Moving About
Pp. 135-169 (35)
DOI:
10.2174/9781681081045115010007
Author(s):
Keith V. Bletzer School of Human Evolution and Social Change Arizona State University, Tempe, AZ (USA)
Affiliation:
Abstract
This chapter explores disproportionate mobility, given the precarious
conditions of agrarian society, which requires workers willing to travel, perform
physical labor, and forego advanced training that inhibits potential advancement. Most
workers learn the basic skills for routine tasks; a few become crew chiefs who recruitmanage-
supervisor farm labor, and/or own vehicles for transporting and/or property for
housing workers. Very few ever own a farm. Against this backdrop, individual farm
workers experience physically demanding labor that can lead to self-medication and
risk-taking with drug and alcohol use, and accessing sex workers in the absence of
lifelong companions. The chapter describes socio-economic mobility based on “settlingin”,
“settling-out”, and “migratory farm labor”, and explores several places that became
icons for farm labor in public memory and popular literature.
Six cases illustrate settling-in and settling-out. Three individuals remained in the same
rural county where they were raised (Sibel and Len Moise in Lower South, Propel in
Middle South), one returned to his childhood home after military service (Morse in
Middle South), one lived in several areas before he brought his wife and three children
from another country and made a home for them in the eastern United States (Polo in
Middle South), and one case of father-son farm ownership in the Midwest.
Keywords:
Harvesting, migratory worker, non-continuous labor, people of
mobility, perishable crops, receiving area, residential stability, seasonal
employment, seasonal worker, sending area, settling-in, settling-out, short hire,
shuttle migrant, social mobility, summer-demand, undocumented worker, winterdemand,
worksite safety, year-round farmhand.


Aim of the task
Would you give the records below again, exactly and completely?

Items from a figure collection:
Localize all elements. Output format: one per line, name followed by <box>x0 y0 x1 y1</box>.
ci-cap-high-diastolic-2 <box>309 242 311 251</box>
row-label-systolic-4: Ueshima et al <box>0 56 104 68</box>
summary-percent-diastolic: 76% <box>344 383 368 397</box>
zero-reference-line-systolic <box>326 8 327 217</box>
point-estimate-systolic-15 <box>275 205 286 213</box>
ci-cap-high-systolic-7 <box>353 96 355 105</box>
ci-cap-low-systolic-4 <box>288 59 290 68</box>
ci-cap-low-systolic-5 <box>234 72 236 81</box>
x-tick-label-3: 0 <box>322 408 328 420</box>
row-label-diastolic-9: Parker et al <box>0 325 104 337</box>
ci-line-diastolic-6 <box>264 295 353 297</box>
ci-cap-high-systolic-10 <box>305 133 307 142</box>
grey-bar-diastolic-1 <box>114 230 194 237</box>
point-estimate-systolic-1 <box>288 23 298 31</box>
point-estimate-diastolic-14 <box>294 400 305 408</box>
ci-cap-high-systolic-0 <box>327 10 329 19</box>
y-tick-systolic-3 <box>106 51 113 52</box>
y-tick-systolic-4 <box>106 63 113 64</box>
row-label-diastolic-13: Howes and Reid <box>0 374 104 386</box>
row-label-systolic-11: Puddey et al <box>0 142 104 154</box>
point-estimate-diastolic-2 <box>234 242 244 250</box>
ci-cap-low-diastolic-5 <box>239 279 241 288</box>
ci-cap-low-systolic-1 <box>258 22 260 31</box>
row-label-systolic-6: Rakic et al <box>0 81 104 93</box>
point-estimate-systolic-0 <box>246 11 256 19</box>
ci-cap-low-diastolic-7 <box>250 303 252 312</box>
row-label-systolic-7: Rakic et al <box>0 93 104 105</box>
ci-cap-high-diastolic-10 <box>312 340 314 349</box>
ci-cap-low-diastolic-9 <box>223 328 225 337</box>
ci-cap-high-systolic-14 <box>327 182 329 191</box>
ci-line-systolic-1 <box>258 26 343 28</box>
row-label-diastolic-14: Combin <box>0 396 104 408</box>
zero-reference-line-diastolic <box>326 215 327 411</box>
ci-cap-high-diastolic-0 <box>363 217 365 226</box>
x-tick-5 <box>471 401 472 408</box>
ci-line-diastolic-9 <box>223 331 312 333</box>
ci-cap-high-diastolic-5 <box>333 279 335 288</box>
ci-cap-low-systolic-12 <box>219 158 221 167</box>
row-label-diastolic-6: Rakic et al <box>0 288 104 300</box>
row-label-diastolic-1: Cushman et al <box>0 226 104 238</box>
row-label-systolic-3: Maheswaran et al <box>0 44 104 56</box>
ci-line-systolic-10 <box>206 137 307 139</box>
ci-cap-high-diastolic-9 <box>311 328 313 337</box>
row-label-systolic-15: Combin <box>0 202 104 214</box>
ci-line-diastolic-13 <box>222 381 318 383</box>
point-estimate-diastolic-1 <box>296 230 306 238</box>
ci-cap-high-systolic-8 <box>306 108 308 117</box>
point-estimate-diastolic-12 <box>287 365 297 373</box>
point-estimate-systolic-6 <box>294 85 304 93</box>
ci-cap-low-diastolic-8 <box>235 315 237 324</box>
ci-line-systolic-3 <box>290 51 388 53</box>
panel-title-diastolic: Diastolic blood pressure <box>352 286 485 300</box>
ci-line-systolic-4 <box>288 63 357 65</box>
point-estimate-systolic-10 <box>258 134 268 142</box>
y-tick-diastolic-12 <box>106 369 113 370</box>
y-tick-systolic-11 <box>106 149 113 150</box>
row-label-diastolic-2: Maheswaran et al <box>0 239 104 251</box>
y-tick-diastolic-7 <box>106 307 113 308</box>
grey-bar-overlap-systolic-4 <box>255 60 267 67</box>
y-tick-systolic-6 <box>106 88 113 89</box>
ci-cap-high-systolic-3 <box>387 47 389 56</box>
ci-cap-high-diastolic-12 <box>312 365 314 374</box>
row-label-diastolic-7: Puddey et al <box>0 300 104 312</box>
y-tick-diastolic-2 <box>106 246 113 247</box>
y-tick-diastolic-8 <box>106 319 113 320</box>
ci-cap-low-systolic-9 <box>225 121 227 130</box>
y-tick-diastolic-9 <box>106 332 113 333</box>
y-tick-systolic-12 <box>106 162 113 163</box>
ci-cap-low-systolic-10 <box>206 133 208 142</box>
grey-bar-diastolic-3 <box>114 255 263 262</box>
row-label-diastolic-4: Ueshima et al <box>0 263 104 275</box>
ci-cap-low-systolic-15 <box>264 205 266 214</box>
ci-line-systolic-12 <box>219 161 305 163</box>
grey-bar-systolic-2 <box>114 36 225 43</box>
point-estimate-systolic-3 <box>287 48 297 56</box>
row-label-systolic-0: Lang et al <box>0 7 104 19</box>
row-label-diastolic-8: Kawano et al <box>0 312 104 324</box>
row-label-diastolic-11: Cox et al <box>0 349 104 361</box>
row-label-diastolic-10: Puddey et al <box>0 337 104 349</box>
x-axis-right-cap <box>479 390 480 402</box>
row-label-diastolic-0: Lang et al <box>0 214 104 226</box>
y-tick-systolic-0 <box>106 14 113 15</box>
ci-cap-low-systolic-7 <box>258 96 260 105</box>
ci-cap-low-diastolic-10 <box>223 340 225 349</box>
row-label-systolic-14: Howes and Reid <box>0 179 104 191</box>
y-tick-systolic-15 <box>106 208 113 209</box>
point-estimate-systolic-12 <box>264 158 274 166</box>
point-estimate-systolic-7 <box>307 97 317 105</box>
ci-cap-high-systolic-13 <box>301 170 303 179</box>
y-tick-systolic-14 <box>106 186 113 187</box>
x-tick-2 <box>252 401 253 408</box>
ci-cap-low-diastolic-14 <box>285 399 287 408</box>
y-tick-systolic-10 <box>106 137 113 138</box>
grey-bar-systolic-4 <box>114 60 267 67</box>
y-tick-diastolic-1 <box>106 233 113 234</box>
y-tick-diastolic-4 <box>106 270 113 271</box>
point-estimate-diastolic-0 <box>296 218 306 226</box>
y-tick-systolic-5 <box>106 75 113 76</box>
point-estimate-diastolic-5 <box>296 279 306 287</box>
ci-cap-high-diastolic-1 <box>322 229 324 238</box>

Answer space
Localize all elements. Output format: one per line, name followed by <box>x0 y0 x1 y1</box>.
ci-cap-high-diastolic-2 <box>309 242 311 251</box>
row-label-systolic-4: Ueshima et al <box>0 56 104 68</box>
summary-percent-diastolic: 76% <box>344 383 368 397</box>
zero-reference-line-systolic <box>326 8 327 217</box>
point-estimate-systolic-15 <box>275 205 286 213</box>
ci-cap-high-systolic-7 <box>353 96 355 105</box>
ci-cap-low-systolic-4 <box>288 59 290 68</box>
ci-cap-low-systolic-5 <box>234 72 236 81</box>
x-tick-label-3: 0 <box>322 408 328 420</box>
row-label-diastolic-9: Parker et al <box>0 325 104 337</box>
ci-line-diastolic-6 <box>264 295 353 297</box>
ci-cap-high-systolic-10 <box>305 133 307 142</box>
grey-bar-diastolic-1 <box>114 230 194 237</box>
point-estimate-systolic-1 <box>288 23 298 31</box>
point-estimate-diastolic-14 <box>294 400 305 408</box>
ci-cap-high-systolic-0 <box>327 10 329 19</box>
y-tick-systolic-3 <box>106 51 113 52</box>
y-tick-systolic-4 <box>106 63 113 64</box>
row-label-diastolic-13: Howes and Reid <box>0 374 104 386</box>
row-label-systolic-11: Puddey et al <box>0 142 104 154</box>
point-estimate-diastolic-2 <box>234 242 244 250</box>
ci-cap-low-diastolic-5 <box>239 279 241 288</box>
ci-cap-low-systolic-1 <box>258 22 260 31</box>
row-label-systolic-6: Rakic et al <box>0 81 104 93</box>
point-estimate-systolic-0 <box>246 11 256 19</box>
ci-cap-low-diastolic-7 <box>250 303 252 312</box>
row-label-systolic-7: Rakic et al <box>0 93 104 105</box>
ci-cap-high-diastolic-10 <box>312 340 314 349</box>
ci-cap-low-diastolic-9 <box>223 328 225 337</box>
ci-cap-high-systolic-14 <box>327 182 329 191</box>
ci-line-systolic-1 <box>258 26 343 28</box>
row-label-diastolic-14: Combin <box>0 396 104 408</box>
zero-reference-line-diastolic <box>326 215 327 411</box>
ci-cap-high-diastolic-0 <box>363 217 365 226</box>
x-tick-5 <box>471 401 472 408</box>
ci-line-diastolic-9 <box>223 331 312 333</box>
ci-cap-high-diastolic-5 <box>333 279 335 288</box>
ci-cap-low-systolic-12 <box>219 158 221 167</box>
row-label-diastolic-6: Rakic et al <box>0 288 104 300</box>
row-label-diastolic-1: Cushman et al <box>0 226 104 238</box>
row-label-systolic-3: Maheswaran et al <box>0 44 104 56</box>
ci-line-systolic-10 <box>206 137 307 139</box>
ci-cap-high-diastolic-9 <box>311 328 313 337</box>
row-label-systolic-15: Combin <box>0 202 104 214</box>
ci-line-diastolic-13 <box>222 381 318 383</box>
point-estimate-diastolic-1 <box>296 230 306 238</box>
ci-cap-high-systolic-8 <box>306 108 308 117</box>
point-estimate-diastolic-12 <box>287 365 297 373</box>
point-estimate-systolic-6 <box>294 85 304 93</box>
ci-cap-low-diastolic-8 <box>235 315 237 324</box>
ci-line-systolic-3 <box>290 51 388 53</box>
panel-title-diastolic: Diastolic blood pressure <box>352 286 485 300</box>
ci-line-systolic-4 <box>288 63 357 65</box>
point-estimate-systolic-10 <box>258 134 268 142</box>
y-tick-diastolic-12 <box>106 369 113 370</box>
y-tick-systolic-11 <box>106 149 113 150</box>
row-label-diastolic-2: Maheswaran et al <box>0 239 104 251</box>
y-tick-diastolic-7 <box>106 307 113 308</box>
grey-bar-overlap-systolic-4 <box>255 60 267 67</box>
y-tick-systolic-6 <box>106 88 113 89</box>
ci-cap-high-systolic-3 <box>387 47 389 56</box>
ci-cap-high-diastolic-12 <box>312 365 314 374</box>
row-label-diastolic-7: Puddey et al <box>0 300 104 312</box>
y-tick-diastolic-2 <box>106 246 113 247</box>
y-tick-diastolic-8 <box>106 319 113 320</box>
ci-cap-low-systolic-9 <box>225 121 227 130</box>
y-tick-diastolic-9 <box>106 332 113 333</box>
y-tick-systolic-12 <box>106 162 113 163</box>
ci-cap-low-systolic-10 <box>206 133 208 142</box>
grey-bar-diastolic-3 <box>114 255 263 262</box>
row-label-diastolic-4: Ueshima et al <box>0 263 104 275</box>
ci-cap-low-systolic-15 <box>264 205 266 214</box>
ci-line-systolic-12 <box>219 161 305 163</box>
grey-bar-systolic-2 <box>114 36 225 43</box>
point-estimate-systolic-3 <box>287 48 297 56</box>
row-label-systolic-0: Lang et al <box>0 7 104 19</box>
row-label-diastolic-8: Kawano et al <box>0 312 104 324</box>
row-label-diastolic-11: Cox et al <box>0 349 104 361</box>
row-label-diastolic-10: Puddey et al <box>0 337 104 349</box>
x-axis-right-cap <box>479 390 480 402</box>
row-label-diastolic-0: Lang et al <box>0 214 104 226</box>
y-tick-systolic-0 <box>106 14 113 15</box>
ci-cap-low-systolic-7 <box>258 96 260 105</box>
ci-cap-low-diastolic-10 <box>223 340 225 349</box>
row-label-systolic-14: Howes and Reid <box>0 179 104 191</box>
y-tick-systolic-15 <box>106 208 113 209</box>
point-estimate-systolic-12 <box>264 158 274 166</box>
point-estimate-systolic-7 <box>307 97 317 105</box>
ci-cap-high-systolic-13 <box>301 170 303 179</box>
y-tick-systolic-14 <box>106 186 113 187</box>
x-tick-2 <box>252 401 253 408</box>
ci-cap-low-diastolic-14 <box>285 399 287 408</box>
y-tick-systolic-10 <box>106 137 113 138</box>
grey-bar-systolic-4 <box>114 60 267 67</box>
y-tick-diastolic-1 <box>106 233 113 234</box>
y-tick-diastolic-4 <box>106 270 113 271</box>
point-estimate-diastolic-0 <box>296 218 306 226</box>
y-tick-systolic-5 <box>106 75 113 76</box>
point-estimate-diastolic-5 <box>296 279 306 287</box>
ci-cap-high-diastolic-1 <box>322 229 324 238</box>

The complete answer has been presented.